The Rachels

“I forgot I used to look so good. So young. You don’t feel yourself aging, you know? Degrading, as the years gradually go by. It’s only when you look back at the photos, the ones you’ve been allowed to keep, that you see the change. But to be staring it right in the face, literally, like this. Jesus. Really brings it home.” Rachel looked down at her hands, cupped in her lap, comparing them to the hands of the young woman, posed in exactly the same way, sitting next to her. Rachel’s skin looked like leather in comparison. Moisturizing had fallen by the wayside over the last three decades, like her commitment to anything else that served to better mind and body.

“Who are you?” the young woman asked.

“You’re not even trying. Look at me,” said Rachel.

“I am looking at you.”

“No. I mean look at me. Really look at me. Look at the mole under my left eye. Look at the birthmark on my cheek. Look at the tiny bald spot in my eyebrow, the scar from where I walked headfirst into-”

“The kitchen chair when I was small.”

“The kitchen chair when you were small,” said Rachel.

“Jesus,” said the young woman. The young Rachel.

“Risen from the dead,” said Rachel. “Well not exactly. Not yet anyway. I think. The how I’m here isn’t important. Only the why.”

Young Rachel said nothing, just listened. Old – but not that old for fuck’s sake – Rachel had forgotten how much quieter she was back then, how little she said. It made people, certain people, think they could walk all over her. And by God did they do their best, in their handmade Italian leather shoes.

“Life is good?” Rachel asked.

Young Rachel frowned, a quizzical smile forming. “I’ve no complaints.”

“No. You don’t. The truth is, Rachel. This is as good as it is ever going to get. Might not seem like it now, sitting at a bus stop about to go interview for a job you’re pretty sure you haven’t a hope in hell of getting. But today will be the day I, you, always look back on as the last one on which you were truly happy.”

“But I haven’t even done anything with my life yet.”

There was a loud hiss. The release of air brakes. Young Rachel looked around at the bus idling at the traffic lights, about to move in their direction as red turned to green.

“There won’t be a ‘yet’ if you get on that bus. Because if you do, you don’t ever get to do anything with your life. Nothing that you’ve chosen for yourself, in any case.”

They were the only people sitting at the stop, one which only one route served. The driver looked at them both, a little puzzled, as he slowed and then accelerated past when neither of them made a move to get up.

“I can always get the next one,” said Young Rachel.

“If you could go back in time and change one thing, what would it be?” asked Rachel. “If I was you right now – and I used to be – it would be that awful tattoo you got during the summer. Believe me, you don’t get any more used to it, or hate it any less, thirty years from now. But tattoos are the least of your worries, Rachel. And you’re going to have a whole lot of those if you go for this job interview. Because you’re going to get it.”

“I’m going to get this job? I’m going to get the job I’ve been dreaming about landing for weeks now, the job I’ve always wanted…”

“The job you will come to realize you had no business getting.”

“And you’re telling me what?”

“To not get on the bus when the next one comes. Because the person who hires you will do so for all the wrong reasons. Once they lay eyes on you, they will never let you out of their sight, or allow you to make a single decision of your own. Until one day, the only choice you’re left with is to do something unthinkable. Something I didn’t think I’d be able to go through with.”

Young Rachel looked down at her phone like she was only half-paying attention.

“I have no idea whether this is real,” said Rachel. “Have I gone back in time to intervene at a fork in the road of my own life? Did my panic when I stepped off the roof cause me to slip into quantum space and end up here? Or am I just having the nightmare of all nightmares, as I lie in a coma somewhere with a brain bleed to end all brain bleeds?

“I have to think it’s the latter. I mean, Jesus, I would have thought an older version of me, from the future, appearing next to me, would be extraordinary enough to distract me from getting on a bus and going to something as normal as a fucking job interview. I’d be full of questions.”

Young Rachel stood up as another bus approached.

“Don’t get on that bus, Rachel,” said Rachel.

“Maybe I want to find out for myself if what you’re saying is true. And if I’ll have better luck changing things later. Maybe I won’t decide to step off a roof one day.”

“Maybe,” said Rachel. “And maybe you’ll remember how this little chat went. Just in case you end up back here like me. Maybe you’ll have better luck convincing the next version of you to not get on the bus.”

“Yeah,” said Young Rachel, stepping forward and readying her travel app as the bus pulled in. “Maybe.”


Set the images aside and retype the whole listing exactly.

- Opening Delimiter -

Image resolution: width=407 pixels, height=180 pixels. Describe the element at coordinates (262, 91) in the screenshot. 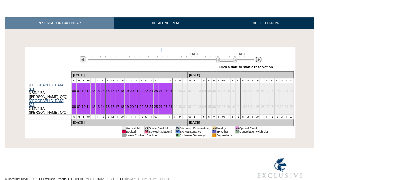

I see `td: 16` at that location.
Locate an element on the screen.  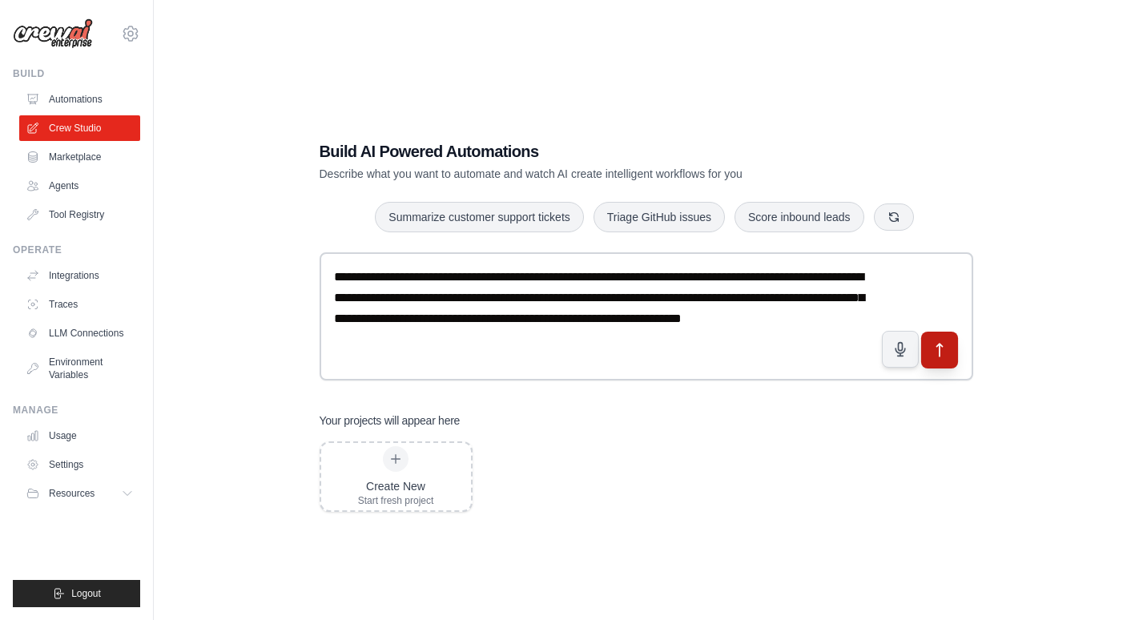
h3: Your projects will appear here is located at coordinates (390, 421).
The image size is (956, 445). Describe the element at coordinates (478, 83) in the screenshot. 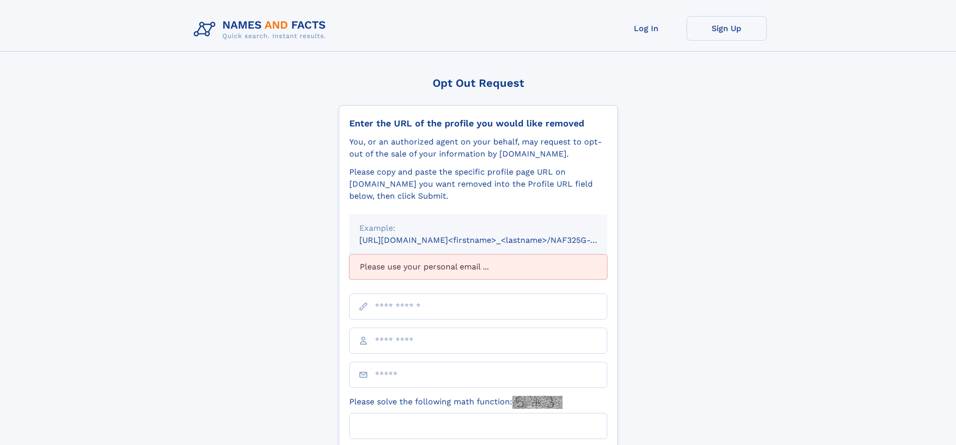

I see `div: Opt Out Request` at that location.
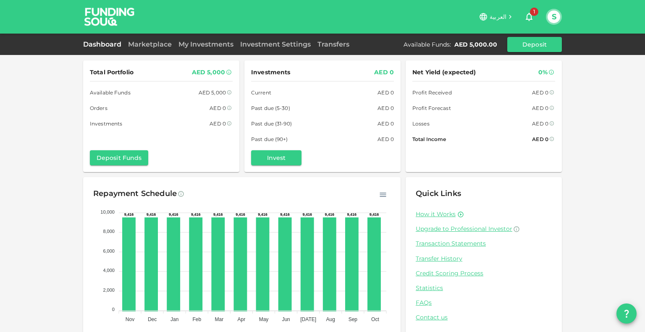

- Closing Delimiter -

Answer
Image resolution: width=407 pixels, height=180 pixels. Describe the element at coordinates (262, 91) in the screenshot. 

I see `td: 16` at that location.
Locate an element on the screen.  
h3: Your projects will appear here is located at coordinates (390, 421).
The image size is (956, 445). Describe the element at coordinates (478, 83) in the screenshot. 

I see `div: Opt Out Request` at that location.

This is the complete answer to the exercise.